Let It Bleed
bandwraith at aol.com
bandwraith at aol.com
Sat Jan 5 07:34:02 CST 2013
Animation. Parturition. Separation. Individuation- all wonderfully
bloody processes. Women bleed best of course. They're more practiced-
blood sisters. Men spend much of their energy trying to stop the
periodic and nuanced bleeding around which all culture is based by
attempting to plug the holes, only to cause buckets of blood to flow
with their chaotic wars of aggression. They become enraged- red flags
to bulls- right to life, pro-death. It is said that Mayan priests would
ritually slice their foreskins and bleed into ceremonial bowls kept in
special chambers at the top of their temples. Technologists of the
Sacred, who were they emulating?
But bleeding works both ways- a necessity for separation and
inividuation, and as symbol for the penetration and breaking down of
barriers necessary for meaningful re-integration. Bleeding (or the
potential to bleed) is essential for well demarcated and maintained
boundaries of all types- from the physical to metaphysical, including
that between the audience and the performer, even from one era or epoch
to another- in Paris, 1913, for example- The Rite of Spring. Temporal
bleeding.
The boundary between virtual and real is becoming an especially
sanguinous one these days, and is probably best represented by that
post-postmodern phenomenon, The Drone Pilot. I would love to see the
ensignias those guys and gals wear on their uniforms. Something
tasteful I would hope.
For the rugged and harried Islamist- profiled and mapped, uploaded into
any number of data bases (humming in supercooled conditions, buried
beneath how many dunes of silicon)- scurrying around murdering aide
workers and other feminists, in the undeveloped dirt of the third
world, the weather outside must be frightful. For the Drone Pilots, I
would imagine, it's probably pretty cozy.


TASK OBJECTIVE: Leaving out the images, reproduce every line of the data that follows exactly.

▼▼▼

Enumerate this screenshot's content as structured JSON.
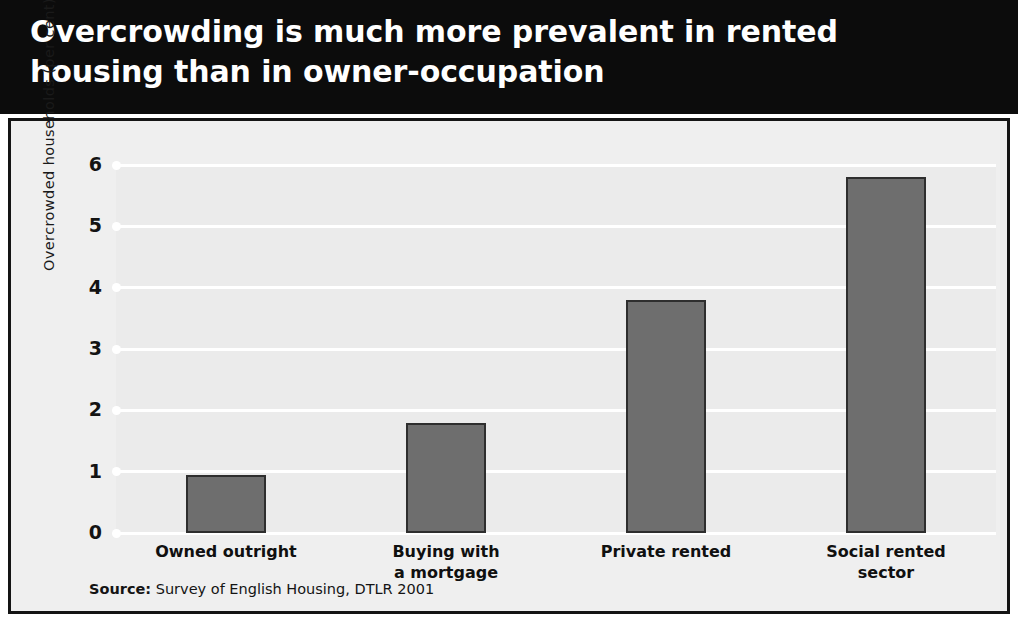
{
  "title": {
    "line1": "Overcrowding is much more prevalent in rented",
    "line2": "housing than in owner-occupation"
  },
  "source": {
    "label": "Source:",
    "text": " Survey of English Housing, DTLR 2001"
  },
  "colors": {
    "title_band": "#0c0c0c",
    "title_text": "#ffffff",
    "panel_background": "#efefef",
    "plot_background": "#ebebeb",
    "gridline": "#ffffff",
    "bar_fill": "#6e6e6e",
    "bar_stroke": "#2e2e2e",
    "border": "#141414",
    "axis_text": "#131313"
  },
  "chart_data": {
    "type": "bar",
    "title": "Overcrowding is much more prevalent in rented housing than in owner-occupation",
    "subtitle": "",
    "xlabel": "",
    "ylabel": "Overcrowded households (per cent)",
    "ylim": [
      0,
      6
    ],
    "yticks": [
      0,
      1,
      2,
      3,
      4,
      5,
      6
    ],
    "ytick_labels": [
      "0",
      "1",
      "2",
      "3",
      "4",
      "5",
      "6"
    ],
    "grid": true,
    "legend": false,
    "legend_position": "none",
    "categories": [
      "Owned outright",
      "Buying with a mortgage",
      "Private rented",
      "Social rented sector"
    ],
    "category_label_lines": [
      [
        "Owned outright"
      ],
      [
        "Buying with",
        "a mortgage"
      ],
      [
        "Private rented"
      ],
      [
        "Social rented",
        "sector"
      ]
    ],
    "values": [
      0.95,
      1.8,
      3.8,
      5.8
    ],
    "source": "Survey of English Housing, DTLR 2001"
  }
}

▲▲▲

RESPONSE TO THIS EXERCISE:
Enumerate this screenshot's content as structured JSON.
{
  "title": {
    "line1": "Overcrowding is much more prevalent in rented",
    "line2": "housing than in owner-occupation"
  },
  "source": {
    "label": "Source:",
    "text": " Survey of English Housing, DTLR 2001"
  },
  "colors": {
    "title_band": "#0c0c0c",
    "title_text": "#ffffff",
    "panel_background": "#efefef",
    "plot_background": "#ebebeb",
    "gridline": "#ffffff",
    "bar_fill": "#6e6e6e",
    "bar_stroke": "#2e2e2e",
    "border": "#141414",
    "axis_text": "#131313"
  },
  "chart_data": {
    "type": "bar",
    "title": "Overcrowding is much more prevalent in rented housing than in owner-occupation",
    "subtitle": "",
    "xlabel": "",
    "ylabel": "Overcrowded households (per cent)",
    "ylim": [
      0,
      6
    ],
    "yticks": [
      0,
      1,
      2,
      3,
      4,
      5,
      6
    ],
    "ytick_labels": [
      "0",
      "1",
      "2",
      "3",
      "4",
      "5",
      "6"
    ],
    "grid": true,
    "legend": false,
    "legend_position": "none",
    "categories": [
      "Owned outright",
      "Buying with a mortgage",
      "Private rented",
      "Social rented sector"
    ],
    "category_label_lines": [
      [
        "Owned outright"
      ],
      [
        "Buying with",
        "a mortgage"
      ],
      [
        "Private rented"
      ],
      [
        "Social rented",
        "sector"
      ]
    ],
    "values": [
      0.95,
      1.8,
      3.8,
      5.8
    ],
    "source": "Survey of English Housing, DTLR 2001"
  }
}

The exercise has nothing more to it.